"Then you're ready for me to go; you don't mind," said Mrs. Brent.

"It doesn't much matter whether I mind or not, does it? You tell me you are going. You refuse to discuss it with me?"

"Well, I don't want to make trouble. It's no good talking over things. There's nothing much wrong, really. If I go away now for a bit I shall be all right when I come back. I expect, really, I shall be rather glad to get back."

Lady Brent put down her pen and took off her spectacles. "Oh, but if you go away you won't come back," she said, turning towards her again. "Surely you understand that!"

Mrs. Brent felt that she had been entrapped into an opening unfavourable to herself. Now was the time, if she had it in her, to exercise the restraint and reserve shown by Lady Brent. But it was not in her; she became angry at once, and showed her anger.

"Of course I might have known that you were leading me on," she said bitterly. "I dare say it seems very clever to you, and it's what you're always doing. But I'm not going to give in to it any more. I'm going away—only just for a little holiday—and I'm coming back. You can't prevent me. This is my home. I've lived here getting on for eighteen years—me and my child. I dare say you'd like to keep him and get rid of me. But you can't do it."

"If I wanted to do that I could do it," returned Lady Brent; and, as the statement brought no immediate response, she repeated it, in the same level tone but with slightly increased emphasis. "If I wanted to do that I could do it."

"Perhaps you could do it, by law," said Mrs. Brent. "I don't know anything about the law, except what you've told me. Perhaps you could and perhaps you couldn't. But there's one thing you can't do, and that's take away my child's love for me, though I dare say you'd like to do that too. You don't suppose that if I went away and came back here and you had me turned away from the door, you wouldn't hear something about it from him. You don't suppose that, do you? He's pretty near a man now. You're his guardian till he comes of age; I know that you had yourself made so by the law, and I didn't make any objection; you told me it was best for him, and I believed you. But you'd find it wasn't all a question of law if you tried any game of that sort. I don't know what Harry would do, but I do know that whatever he did it wouldn't suit your book."
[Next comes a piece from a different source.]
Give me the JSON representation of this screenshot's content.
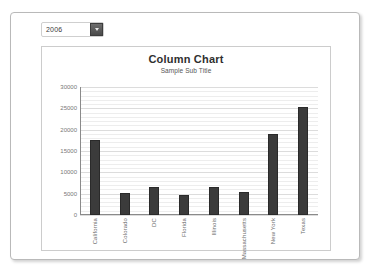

Lady Brent had listened to this speech without showing the smallest sign of discomposure, but her light blue eyes were hard and cold as she said: "There is a good deal of truth in what you say. Your going away would completely upset everything that has been done during the last eighteen years for Harry's benefit. Both you and I have made sacrifices on his behalf. We agreed to do so when you came here before he was born. I have kept strictly to the bargain. I should not, for my own pleasure, live the retired life that I do here, all the year round, with you as my constant companion. For my own sake I should be immensely relieved to say good-bye to you for a time, if it were possible."

"Yes, that's the sort of nasty thing you say."